Jerry Slevin on Pastoral Treatment of Divorced and Remarried Catholics, and Popes Benedict and Francis: Which Pope Is Infallible?

UNITED STATES
Bilgrimage

William D. Lindsey

In a recent posting at his Christian Catholicism blog, Jerry Slevin points readers to William McDonough’s Commonweal essay about Pope Benedict XVI and the issue of divorce entitled “Right the First Time.” As Jerry notes, McDonough reports that Benedict is in the process of issuing his opera omnia. Nine volumes of his theological work have now been published.

The latest volume has a 1972 essay on the indissolubility of marriage, written when the then Joseph Ratzinger was a theology professor in Regensburg. The 1972 essay “had proposed that divorced and civilly remarried Catholics be allowed to return to Communion in some circumstances” (I’m quoting Professor McDonough here). As Professor McDonough notes,

In an important change, that proposal is conspicuously missing from the newly rewritten conclusion.

And so, as Jerry Slevin rightly concludes, what the emeritus pope is effectively doing with his revised essay, which is being published at a moment when the pastors of the Catholic church are now debating the question of pastoral reception of divorced and remarried Catholics and when there is strong support among the German bishopsfor pastoral leniency for such Catholics, is to put into play for Pope Francis the issue of the pastoral treatment of divorced and remarried Catholics.

Francis has been seen by many Catholics as advocating a more merciful, pastoral, church-as-field-hospital-for-the-wounded approach to this group of Catholics. As Jerry suggests, Benedict’s yawing in the opposite direction raises the question, Which of our two popes is infallible?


→ Problem requirements: Check each line of the entries. Copy the ones that contain the string "ffffff".

→ Source records:
┌──
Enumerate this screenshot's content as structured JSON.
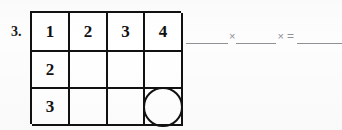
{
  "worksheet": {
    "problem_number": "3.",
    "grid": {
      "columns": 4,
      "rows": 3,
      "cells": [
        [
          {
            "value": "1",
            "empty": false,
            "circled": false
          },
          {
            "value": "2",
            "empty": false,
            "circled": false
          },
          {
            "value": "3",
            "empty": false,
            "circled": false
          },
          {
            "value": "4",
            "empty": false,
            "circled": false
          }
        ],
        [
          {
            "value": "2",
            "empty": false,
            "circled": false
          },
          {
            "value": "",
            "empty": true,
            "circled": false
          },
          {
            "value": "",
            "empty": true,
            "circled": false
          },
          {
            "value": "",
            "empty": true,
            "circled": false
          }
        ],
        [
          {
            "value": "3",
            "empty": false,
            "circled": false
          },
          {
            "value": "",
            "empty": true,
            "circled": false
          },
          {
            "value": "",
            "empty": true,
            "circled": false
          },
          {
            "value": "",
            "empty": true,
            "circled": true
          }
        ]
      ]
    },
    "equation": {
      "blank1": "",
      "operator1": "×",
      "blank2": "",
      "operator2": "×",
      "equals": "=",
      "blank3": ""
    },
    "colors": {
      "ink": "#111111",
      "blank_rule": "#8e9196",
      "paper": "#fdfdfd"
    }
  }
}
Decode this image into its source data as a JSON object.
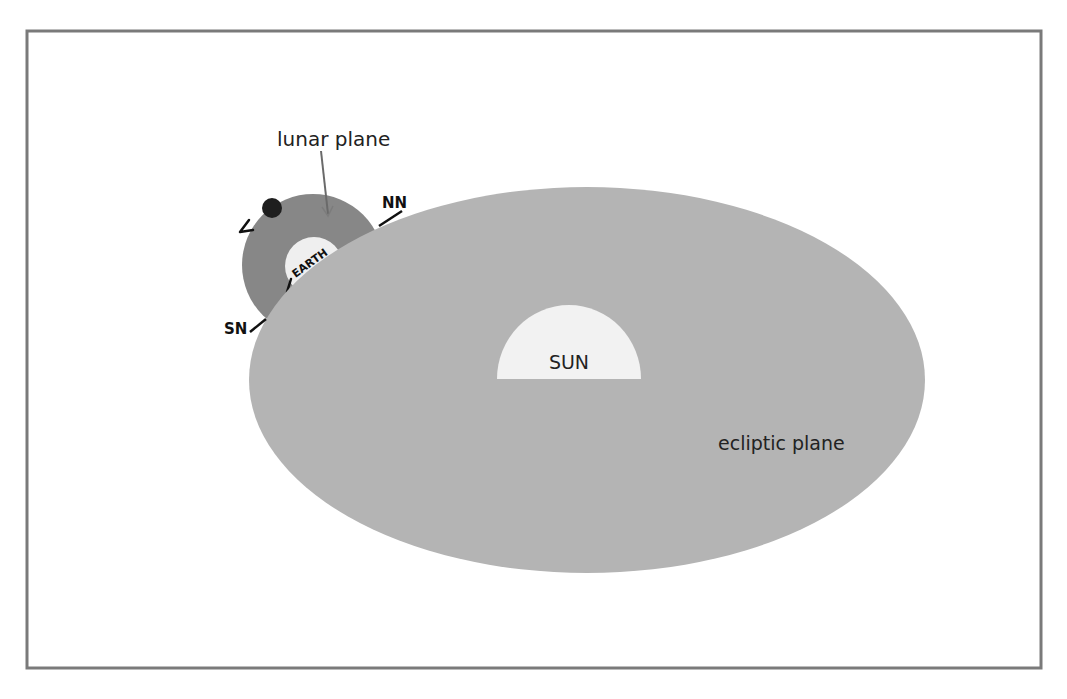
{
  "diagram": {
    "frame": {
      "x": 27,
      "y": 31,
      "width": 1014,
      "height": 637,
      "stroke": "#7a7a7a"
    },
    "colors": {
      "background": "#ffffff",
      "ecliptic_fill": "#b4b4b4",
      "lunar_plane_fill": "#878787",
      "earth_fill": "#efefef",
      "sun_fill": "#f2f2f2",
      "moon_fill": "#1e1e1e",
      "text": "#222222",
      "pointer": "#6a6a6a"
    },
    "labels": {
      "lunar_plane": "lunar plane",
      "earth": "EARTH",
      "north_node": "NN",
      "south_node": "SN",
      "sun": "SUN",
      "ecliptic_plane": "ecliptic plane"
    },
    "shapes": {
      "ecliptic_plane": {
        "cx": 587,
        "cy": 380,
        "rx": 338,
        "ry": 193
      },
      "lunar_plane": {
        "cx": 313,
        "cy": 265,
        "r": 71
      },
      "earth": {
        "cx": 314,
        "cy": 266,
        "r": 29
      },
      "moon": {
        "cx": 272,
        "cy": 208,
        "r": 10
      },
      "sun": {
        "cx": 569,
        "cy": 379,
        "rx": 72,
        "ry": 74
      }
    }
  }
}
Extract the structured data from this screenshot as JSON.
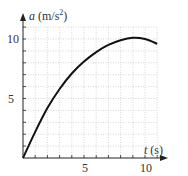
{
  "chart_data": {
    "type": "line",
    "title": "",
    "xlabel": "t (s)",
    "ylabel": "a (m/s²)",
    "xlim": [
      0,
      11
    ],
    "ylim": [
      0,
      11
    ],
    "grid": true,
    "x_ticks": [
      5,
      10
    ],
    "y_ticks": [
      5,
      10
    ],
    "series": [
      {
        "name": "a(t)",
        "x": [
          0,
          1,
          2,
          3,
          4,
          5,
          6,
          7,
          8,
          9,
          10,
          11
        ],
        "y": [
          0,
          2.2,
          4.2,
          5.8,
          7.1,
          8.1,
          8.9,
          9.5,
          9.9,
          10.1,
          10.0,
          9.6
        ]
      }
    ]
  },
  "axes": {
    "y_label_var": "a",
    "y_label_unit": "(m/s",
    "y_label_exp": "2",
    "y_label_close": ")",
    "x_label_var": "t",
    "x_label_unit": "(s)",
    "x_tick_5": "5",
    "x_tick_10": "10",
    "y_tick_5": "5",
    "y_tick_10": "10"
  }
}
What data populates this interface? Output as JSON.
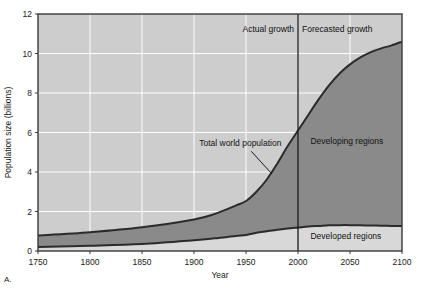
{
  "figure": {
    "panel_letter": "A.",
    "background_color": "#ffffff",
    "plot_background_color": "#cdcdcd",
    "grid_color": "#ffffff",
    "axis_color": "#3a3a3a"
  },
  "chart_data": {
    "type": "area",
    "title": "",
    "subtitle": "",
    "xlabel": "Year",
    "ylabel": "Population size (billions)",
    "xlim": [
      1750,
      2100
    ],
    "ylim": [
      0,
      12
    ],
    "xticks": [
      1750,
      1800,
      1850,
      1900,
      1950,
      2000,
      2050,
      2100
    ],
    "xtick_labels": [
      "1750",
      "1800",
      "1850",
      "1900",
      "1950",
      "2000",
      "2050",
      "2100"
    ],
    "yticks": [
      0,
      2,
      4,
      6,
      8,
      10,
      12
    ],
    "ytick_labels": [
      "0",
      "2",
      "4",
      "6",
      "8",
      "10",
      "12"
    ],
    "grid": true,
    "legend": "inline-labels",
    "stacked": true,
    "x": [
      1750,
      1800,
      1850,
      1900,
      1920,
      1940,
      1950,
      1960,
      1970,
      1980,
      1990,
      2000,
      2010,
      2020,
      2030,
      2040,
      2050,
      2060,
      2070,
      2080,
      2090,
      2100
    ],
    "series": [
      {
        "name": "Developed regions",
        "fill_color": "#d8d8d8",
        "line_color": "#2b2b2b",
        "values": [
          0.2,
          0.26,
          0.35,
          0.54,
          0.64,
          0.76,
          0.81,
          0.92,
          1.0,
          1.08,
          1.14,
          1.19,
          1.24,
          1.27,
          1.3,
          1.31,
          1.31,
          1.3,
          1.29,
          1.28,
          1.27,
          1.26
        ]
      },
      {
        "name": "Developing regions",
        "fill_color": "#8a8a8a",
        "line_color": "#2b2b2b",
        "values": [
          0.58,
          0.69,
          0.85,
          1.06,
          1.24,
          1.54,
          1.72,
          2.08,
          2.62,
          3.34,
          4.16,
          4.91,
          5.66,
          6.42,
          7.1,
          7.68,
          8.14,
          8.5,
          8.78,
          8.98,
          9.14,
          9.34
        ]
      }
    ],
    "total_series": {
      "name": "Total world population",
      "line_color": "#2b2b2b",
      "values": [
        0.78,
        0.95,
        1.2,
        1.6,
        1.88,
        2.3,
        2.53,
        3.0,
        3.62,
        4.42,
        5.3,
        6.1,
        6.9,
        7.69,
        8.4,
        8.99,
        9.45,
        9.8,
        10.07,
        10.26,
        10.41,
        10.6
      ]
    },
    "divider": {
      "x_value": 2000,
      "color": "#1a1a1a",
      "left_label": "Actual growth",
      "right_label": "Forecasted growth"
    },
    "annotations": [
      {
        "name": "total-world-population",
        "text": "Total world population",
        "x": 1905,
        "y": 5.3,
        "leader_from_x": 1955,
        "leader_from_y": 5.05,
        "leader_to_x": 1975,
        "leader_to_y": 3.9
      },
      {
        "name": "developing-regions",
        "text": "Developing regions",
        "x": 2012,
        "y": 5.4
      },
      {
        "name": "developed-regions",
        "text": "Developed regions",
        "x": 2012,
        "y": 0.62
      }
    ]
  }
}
└──
→ Solved problem:
      "background": "#ffffff",
    "background_color": "#ffffff",
    "grid_color": "#ffffff",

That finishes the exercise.